Ok we can say it's on the viewer to research before they buy. However, there will be viewers out there who simply don't use the internet (mainly the elderly) therefore can't really check prices quickly and/or those who are very trusting by nature. Also those who, how can I put this diplomatically, are in control of their own finances etc but perhaps struggle to varying degrees with day to day life from a mental capacity perspective. It's these people I feel sorry for in relation to any product IW sell that can be had cheaper elsewhere, sometimes considerably so. And, prices aside, these people will be more inclined to believe the misinformation and lies even where price isn't an issue.

These viewers are GOLD to selly telly.
 
Their sales output is virtually entirely based in language and style towards the elderly. They are not unique, of course. But the approach at times reminds me of a hidden camera item on Watchdog. Sadly, no Matt Allwright, though, to crash into the studio and confront the likes of Simon for cynical mis-selling and get the place ultimately changed for the better or taken off-air. Fear factoring is very much key to their presentations. Constant scaremongering regarding being cold at home for heating related items. Manipulating temperatures outside. Or talking about being robbed by ‘Scrammers’ as Walter would say, for those protective type wallets they sell. Even the ludicrous malapropisms he uses, you feel are made deliberately to empathise with older people struggling with the terms of modern language today. Regularly playing the completely inadequate system supposedly there to protect viewers from disreputable retail conduct like this.

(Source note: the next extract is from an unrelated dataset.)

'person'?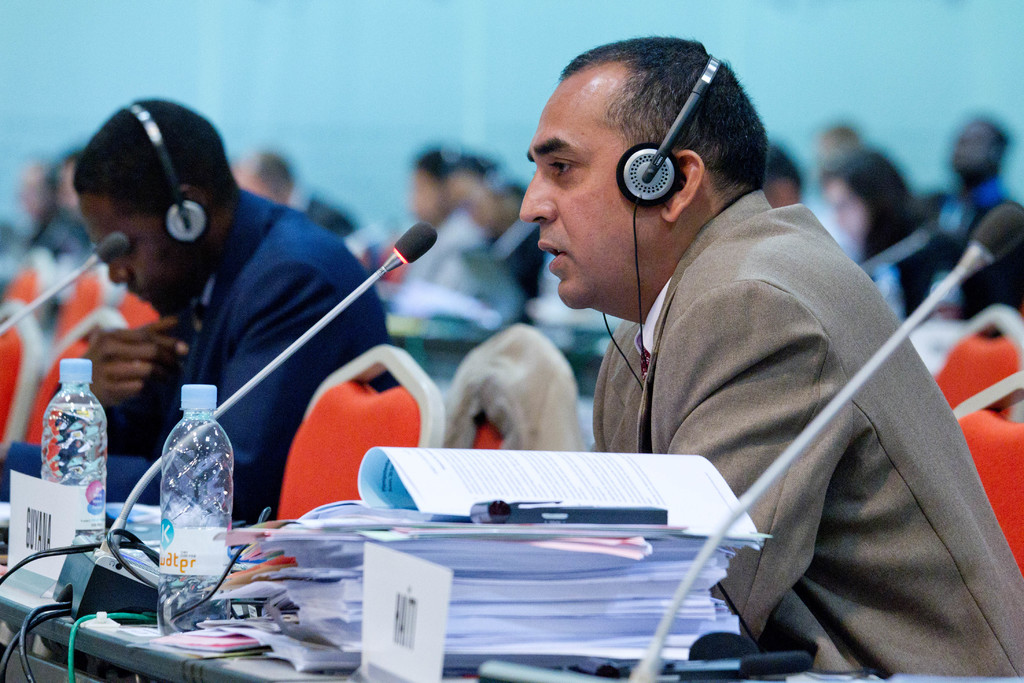
detection(764, 140, 834, 237)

There appears no end to it - the ridiculously selective price comparisons, making medical claims then immediately withdrawing them (the seed sewn), making unjustified similarities to expensive brands for cheap tat. Again - immediately withdrawn. Constant abuse of a vulnerable audience they SHOULD be being transparent with. Genuinely- how some of these people working there sleep at night, I will never know. That said - people with a moral position and a social conscience in general wouldn’t be regularly working in that environment, would they?